Caldbeck, Jenny Pagdin
Eyewear Publishing Ltd, 2017, £6.00
Straightway dangerous
This pamphlet tells a story, but tells it slant. The blurb explains that the work draws on Pagdin’s experience of postnatal psychosis. The poems are far from straightforward, fittingly for a group that look so carefully and questioningly at sanity and madness.
The very first poem ‘Definition of love’ is a wonderfully weird pseudo-dictionary entry, in which every item works beautifully in itself, but the accumulation spins off into crazy excess (quite rightly for a state, as the poem puts it, ‘beyond all reason’):
Verbal noun: something known by its actions
(as the wind is), noun: nothing (in a contest);
[…]
Verb intrans: to be one with the birds in flight
and one with the deer that skits across the forest floor
The conceit of definitions, of lists, of an attempted putting in order of life in extreme circumstances, continues throughout the pamphlet.
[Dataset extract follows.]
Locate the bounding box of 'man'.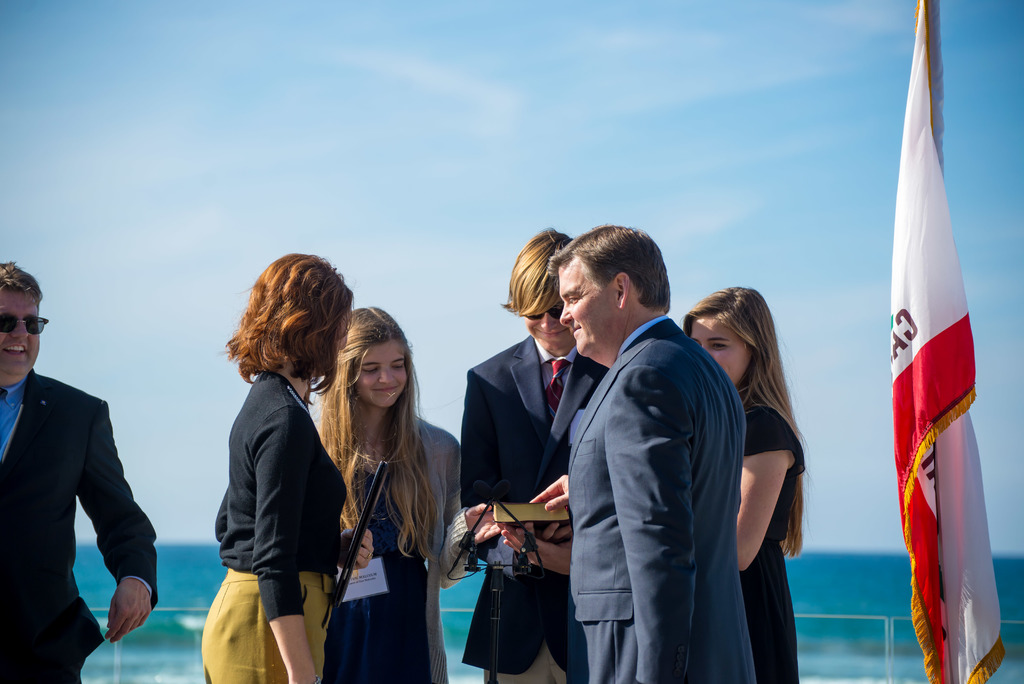
Bounding box: <box>547,227,753,683</box>.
For example, ‘What to pack for the Caldbeck Mother and Baby Unit’ is another list poem (so much so it is bullet-pointed!), of fairy-tale surrealism and hinted desperation:
- an empty purse for emergencies
- cheese, for parties
[…]
- a list of false names, for your child
One of the pamphlet’s most striking pages contains two short definition poems, which read, in their entirety:
INSANITY
My mind blew open so wide, I couldn’t trust the sun to set
SANITY
Was like trying to make a sandwich out of breadcrumbs
And the pamphlet ends, pleasingly, with ‘Definition of hope’, as a balance and response to the opening poem. Characteristically, there is no indication of whether we’re supposed to regard hope as the opposite of love or its twin. As with the whole of this wise and honest pamphlet, we are just shown how it was, how it seemed, and left to interpret and define for ourselves:
Verb intrans: to want something to happen:
‘they hoped for a long remission, perhaps till death’.
[…]
Archaic: absolute trust. Antonym: nothing.